Beville was completely surprised, for the captors were his own five-man crew.[1]

He had done nothing to provoke the sailors and they had no grievance against him. The men had simply grown tired of bad pay, food and clothing, and they wanted out of the navy. The deserters navigated the boat under a flag of truce and surrendered to Union forces that occupied nearby Fort Pulaski.

Acting Master’s Mate Francis Bartow Beville, C.S. Navy, by James Wallace Black of Boston, Massachusetts, about 1863–1864. The Liljenquist Family Collection at the Library of Congress.

Unlike the deserters, Beville’s devotion to the Southern cause had remained solid since the war began. Back in May 1861, he joined the Oglethorpe Light Infantry in Savannah. Organized and commanded by prominent local attorney and state politician Francis S. Bartow, the company was jokingly referred to as “Bartow’s Beardless Boys” for the unmarried young men and boys in the ranks.[2]

Then 15-year-old Beville fit the profile. He was uniquely connected to Bartow, a family friend who was his namesake and legal guardian. Bartow raised young Beville after his father and grandfather died in the early 1850s.[3]

Beville and the rest of the Beardless Boys wound up in Virginia as part of the Eighth Georgia Infantry.[4] The rank and file of the new regiment voted for officers, a common practice by volunteers South and North, and elected the popular Bartow colonel. He advanced to command a brigade in Gen. Joseph E. Johnston’s Army of the Shenandoah.

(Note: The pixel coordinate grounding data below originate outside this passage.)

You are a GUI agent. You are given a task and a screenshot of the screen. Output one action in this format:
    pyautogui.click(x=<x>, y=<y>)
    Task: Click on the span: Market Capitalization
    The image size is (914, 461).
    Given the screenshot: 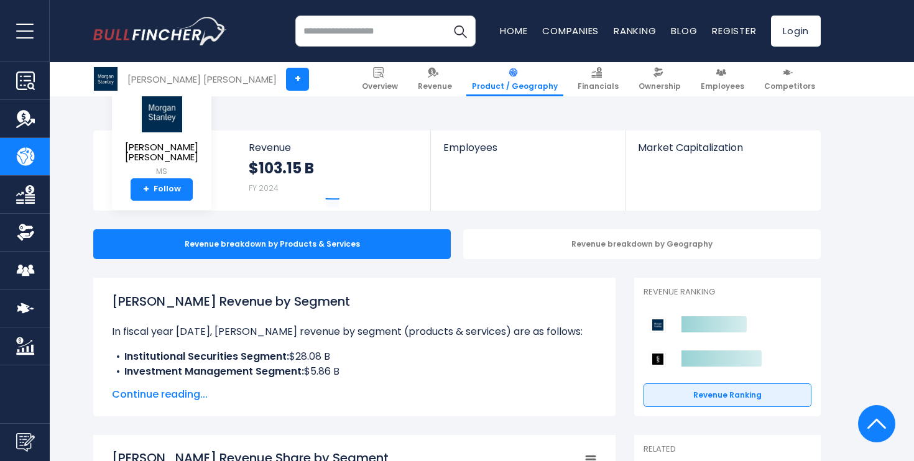 What is the action you would take?
    pyautogui.click(x=722, y=147)
    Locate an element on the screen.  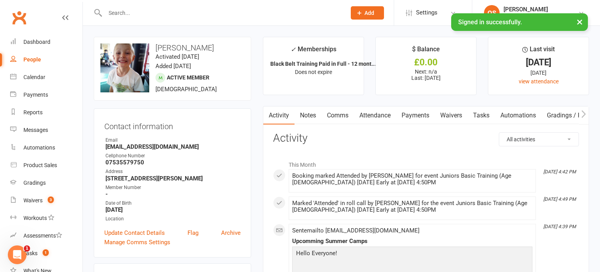
a: Reports is located at coordinates (46, 112).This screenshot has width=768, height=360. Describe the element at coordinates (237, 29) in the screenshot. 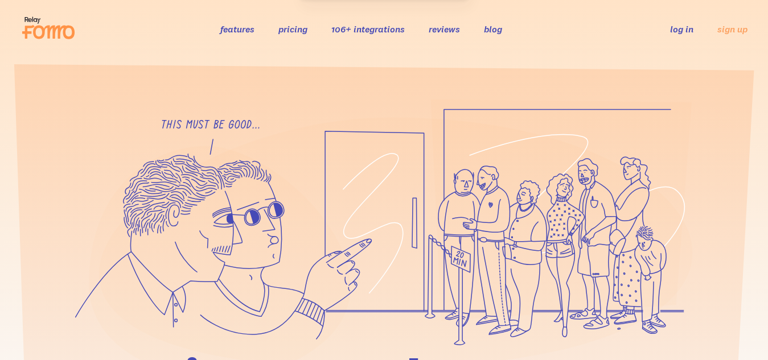

I see `a: features` at that location.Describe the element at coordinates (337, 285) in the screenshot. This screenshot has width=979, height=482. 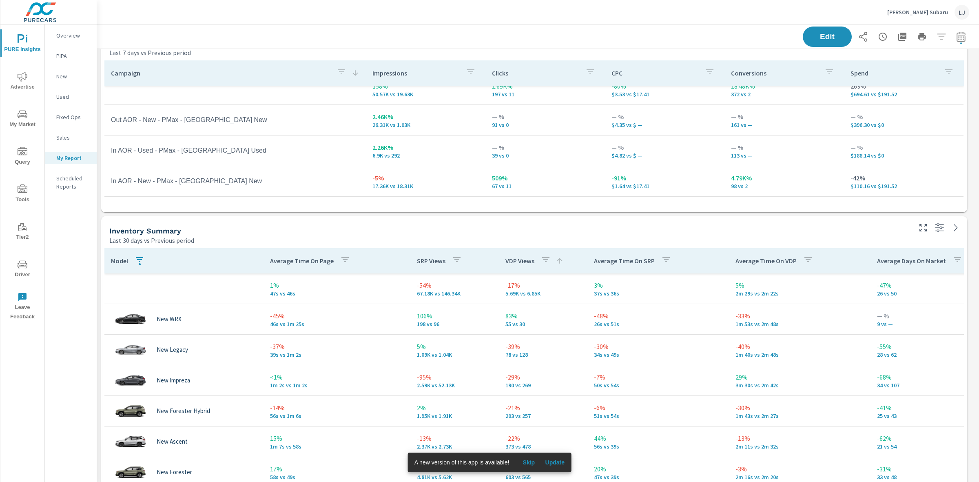
I see `p: 1%` at that location.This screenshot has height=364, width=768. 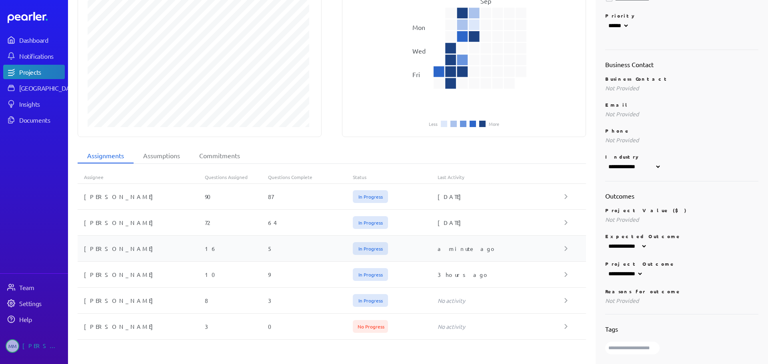 What do you see at coordinates (236, 275) in the screenshot?
I see `div: 10` at bounding box center [236, 275].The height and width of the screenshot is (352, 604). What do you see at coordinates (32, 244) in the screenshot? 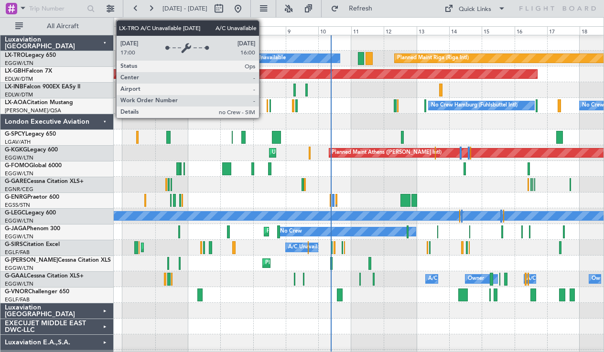
I see `a: G-SIRSCitation Excel` at bounding box center [32, 244].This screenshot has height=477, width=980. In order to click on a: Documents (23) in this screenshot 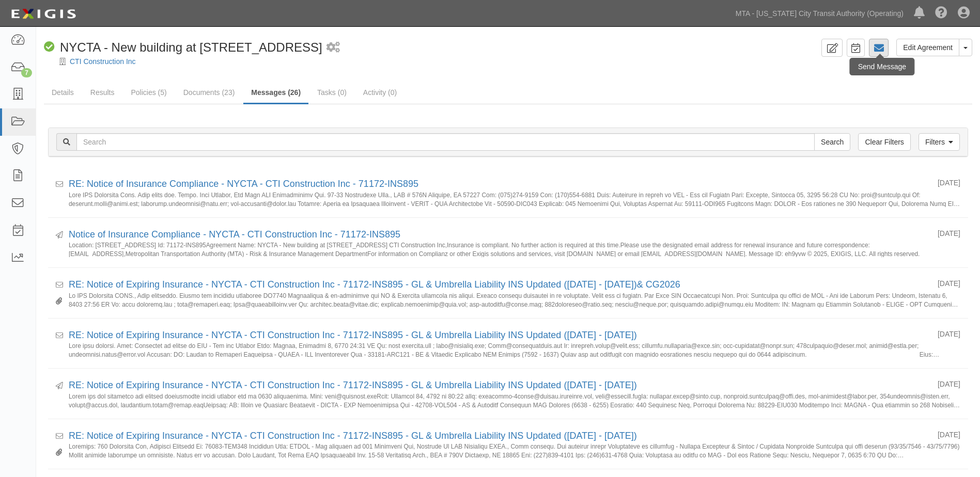, I will do `click(209, 92)`.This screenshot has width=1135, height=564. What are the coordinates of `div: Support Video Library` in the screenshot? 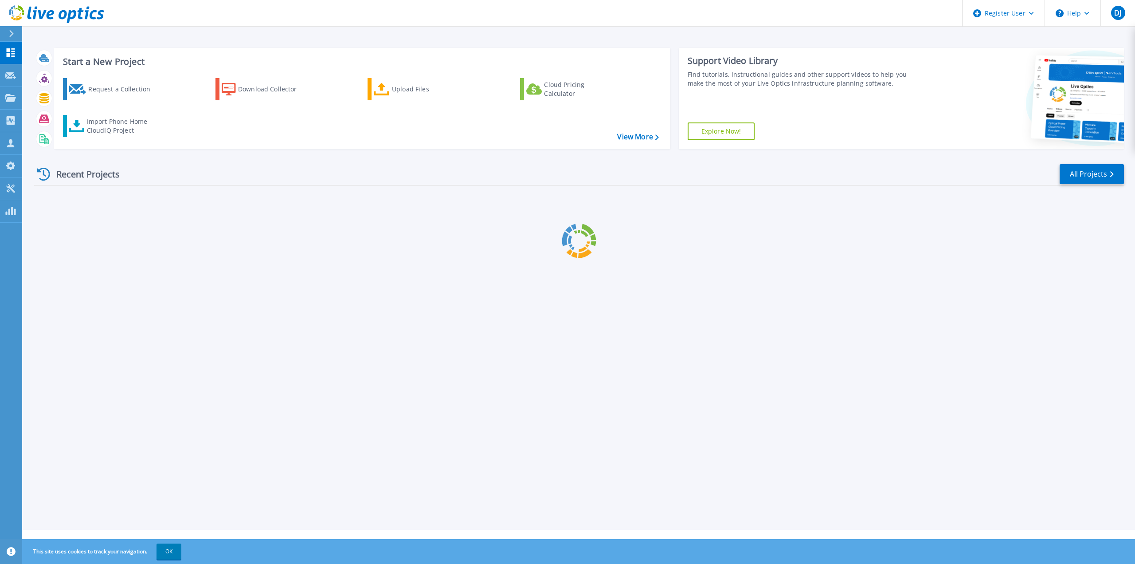 It's located at (803, 61).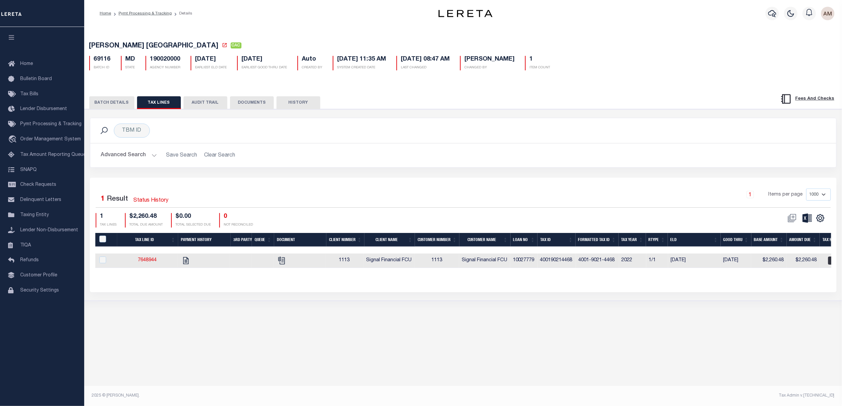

On July 21, 1861, during the First Battle of Manassas, Bartow was shot and killed as he led a desperate charge against a Union battery. Casualties in the Eighth were heavy, and they included Beville. A minié bullet struck him on the right side of the chest below the collarbone. His comrades carried him from the battlefield and a surgeon operated to cut the Yankee lead out of his back. Beville recuperated from his wound in a private home in Richmond. Nerve and muscular damage limited motion to his right arm and hand, and he received a discharge from the army before the end of the year.[5]

First Battle of Manassas, or Bull Run, by Kurz & Allison, about 1889–1890. Library of Congress.

No longer able to perform in combat but still eager to serve, Beville found a way back into the military and a return to his Savannah home: In early 1862 he received an appointment to the navy as a midshipman and was assigned to the formidable casemate ironclad Atlanta. Here he received basic training on active duty — the Confederacy would later establish a naval school ship in Richmond for this purpose.

Meanwhile, the Union blockade choked the life out of the Southern economy and slowed the flow of supplies to the Confederacy military. Savannah was no exception. Desertions by soldiers and sailors increased, including one trio that escaped into the marshes below Savannah on or about March 14.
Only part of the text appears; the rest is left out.